Jung had just begun to hint at his new ideas when he and Freud met in Bremen prior to boarding a ship for the United States, where they would introduce Freud’s methods to Americans. “The trip was going to place psychoanalysis on the map. It was a watershed moment for them,” Rhymer says. But at lunch, Jung insisted on talking about recently discovered prehistoric remains of victims of human sacrifice. Soon after, Freud passed out. “When he came to, Freud accused Jung of wishing he [Freud] was dead.” In typical fashion, both men set about trying to identify the deeper psychological reason for Freud’s swooning.

“Freud eventually agreed it was perhaps some kind of repressed, latent homosexual feeling towards Jung,” Rhymer says. Neither would accept that its only cause was Jung’s grisly conversation topic, or a tainted dish of salmon. As Freud himself could’ve put it, sometimes a faint is just a faint.

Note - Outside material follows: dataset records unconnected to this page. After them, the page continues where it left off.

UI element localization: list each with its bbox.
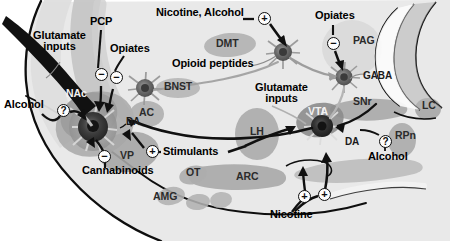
label-region-nac: NAc: [66, 88, 87, 99]
label-region-lh: LH: [250, 126, 264, 137]
sign-plus-nicotine-alcohol: +: [258, 12, 271, 25]
label-region-ot: OT: [186, 167, 200, 178]
label-nicotine: Nicotine: [270, 209, 313, 220]
label-opioid-peptides: Opioid peptides: [172, 58, 254, 69]
label-region-dmt: DMT: [216, 38, 238, 49]
brain-circuitry-figure: Glutamate inputs PCP Opiates Alcohol Can…: [0, 0, 450, 241]
label-nicotine-alcohol: Nicotine, Alcohol: [156, 7, 244, 18]
label-glutamate-inputs-left: Glutamate inputs: [33, 30, 86, 52]
label-da-vta: DA: [345, 137, 359, 147]
sign-minus-opiates-pag: −: [327, 37, 340, 50]
label-da-nac: DA: [126, 117, 140, 127]
label-region-arc: ARC: [236, 171, 258, 182]
sign-minus-opiates-nac: −: [110, 71, 123, 84]
label-region-vta: VTA: [308, 106, 328, 117]
sign-plus-stimulants: +: [146, 145, 159, 158]
label-alcohol-vta: Alcohol: [368, 151, 408, 162]
label-alcohol-nac: Alcohol: [4, 99, 44, 110]
label-glutamate-inputs-right: Glutamate inputs: [255, 82, 308, 104]
label-opiates-pag: Opiates: [315, 10, 355, 21]
label-opiates-nac: Opiates: [110, 43, 150, 54]
label-region-vp: VP: [120, 150, 134, 161]
sign-minus-cannabinoids: −: [98, 150, 111, 163]
sign-plus-nicotine-left: +: [298, 190, 311, 203]
label-stimulants: Stimulants: [163, 146, 218, 157]
label-region-rpn: RPn: [395, 130, 416, 141]
label-cannabinoids: Cannabinoids: [82, 165, 154, 176]
label-region-lc: LC: [422, 100, 436, 111]
label-glutamate-inputs-left-line2: inputs: [33, 41, 86, 52]
sign-minus-pcp: −: [95, 68, 108, 81]
label-glutamate-inputs-right-line2: inputs: [255, 93, 308, 104]
sign-plus-nicotine-right: +: [318, 188, 331, 201]
label-region-pag: PAG: [353, 35, 375, 46]
label-gaba: GABA: [363, 71, 392, 81]
label-region-snr: SNr: [353, 96, 371, 107]
label-pcp: PCP: [90, 16, 112, 27]
label-region-amg: AMG: [153, 191, 177, 202]
sign-question-alcohol-vta: ?: [379, 135, 392, 148]
sign-question-alcohol-nac: ?: [57, 104, 70, 117]
label-region-bnst: BNST: [164, 81, 192, 92]
label-region-ac: AC: [139, 107, 154, 118]
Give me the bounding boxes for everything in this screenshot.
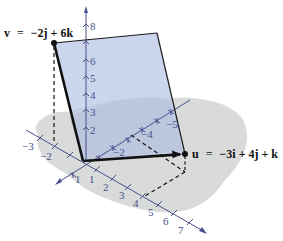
z-tick-6: 6: [90, 55, 96, 67]
x-tick-4: 4: [133, 197, 139, 209]
v-label-rhs: −2j + 6k: [31, 26, 74, 40]
z-tick-8: 8: [90, 20, 96, 32]
u-label-equals: =: [206, 147, 213, 161]
z-tick-4: 4: [90, 89, 96, 101]
x-tick-7: 7: [178, 224, 184, 236]
vector-v-label: v = −2j + 6k: [4, 26, 73, 40]
z-tick-5: 5: [90, 72, 96, 84]
x-tick-1: 1: [89, 173, 95, 185]
v-label-equals: =: [17, 26, 24, 40]
x-tick-5: 5: [148, 206, 154, 218]
y-tick-neg2: −2: [113, 146, 125, 158]
x-tick-3: 3: [119, 189, 125, 201]
y-tick-neg4: −4: [141, 128, 153, 140]
u-label-rhs: −3i + 4j + k: [219, 147, 278, 161]
x-tick-neg3: −3: [22, 140, 34, 152]
x-tick-2: 2: [103, 181, 109, 193]
vector-u-tip-dot: [182, 151, 188, 157]
y-tick-neg5: −5: [166, 118, 178, 130]
z-tick-2: 2: [90, 124, 96, 136]
z-tick-3: 3: [90, 106, 96, 118]
u-label-symbol: u: [192, 147, 199, 161]
v-label-symbol: v: [4, 26, 10, 40]
vector-u-label: u = −3i + 4j + k: [192, 147, 278, 161]
parallelogram-diagram: 2 3 4 5 6 8 −3 −2 1 2 3 4 5 6 7: [0, 0, 283, 241]
figure: 2 3 4 5 6 8 −3 −2 1 2 3 4 5 6 7: [0, 0, 283, 241]
y-tick-1: 1: [75, 173, 81, 185]
vector-v-tip-dot: [51, 40, 57, 46]
x-tick-neg2: −2: [40, 150, 52, 162]
x-tick-6: 6: [163, 215, 169, 227]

Why Freud Fainted pokes fun at the men’s tendency to over-analyze, as well their notoriously patriarchal approach to female psychology. Rhymer says he and Porteous set the musical in a 1920s women’s club to show how exciting and revolutionary psychoanalysis was back then. While Freud has become the bane of feminists — thanks to notions like “penis envy“ — enlightened women in the ’20s appreciated him, Rhymer claims. “He spent 10 hours a day for 18 years listening to women. Prior to Freud, the solution to curing hysterical women was [female circumcision]. So Freud’s psychoanalysis was a great step forward, and women of the time recognized it.”

A scene from Why Freud Fainted. (Trudie Lee/Alberta Theatre Projects) A scene from Why Freud Fainted. (Trudie Lee/Alberta Theatre Projects)

The show’s retro musical numbers – including a vaudeville routine in which the wisecracking duo of “Gus” and “Sigi” sing a comic ditty called What Do Women Want? – evoke the period. Rhymer says his songs were inspired by the popular music of the era – although it’s doubtful A Flirtatious Frolicsome Flurry of Natural Masculine Urges, with its mock-poetic lyrics about female genitalia, is something your grandparents would’ve sung around the parlour piano.

For Rhymer, the idea of putting psychoanalytic theories to music wasn’t the least bit daunting. The silver-maned tunesmith is a veteran of unusual musicals, going back to the 1980s when he penned the songs for the One Yellow Rabbit troupe’s Ilsa, Queen of the Nazi Love Camp, their now-legendary satire of Holocaust denier James Keegstra. More recently, Rhymer composed the score for the company’s acclaimed Dream Machine, a surreal homage to Beat writer William S. Burroughs, which played Ottawa’s National Arts Centre earlier this season.

Porteous is a relative newcomer to this kind of offbeat entertainment, having just finished an eight-year stint as a dramaturge for Alberta Theatre Projects, where most of her time was devoted to developing more traditional plays for the theatre’s annual Enbridge playRites Festival. She brings personal insight to this project: As a teenager, she was briefly in therapy with a psychiatrist who used Freudian methods. (“I hated it,” she recalls, “but ultimately it helped me.”) And her stepmother is a Jungian psychologist in Vancouver.

Porteous says she hopes this show will go beyond the headshrinker clichés to show the flawed, sympathetic sides of Freud and Jung, two formidable intellectuals who were not immune to falling in love with their patients or passing out like anemic schoolgirls in stressful situations.

“These are guys whose whole quest in life is to understand themselves and other human beings,” Porteous says, “but there are things that are obvious to the simplest child about how they feel about each other, which they just couldn’t express or release. It’s that paradox which we find so appealing. It makes them really human.”

Why Freud Fainted runs until Feb. 17 at Alberta Theatre Projects in Calgary.

Martin Morrow is an author and critic based in London, Ont.

CBC does not endorse and is not responsible for the content of external sites - links will open in new window.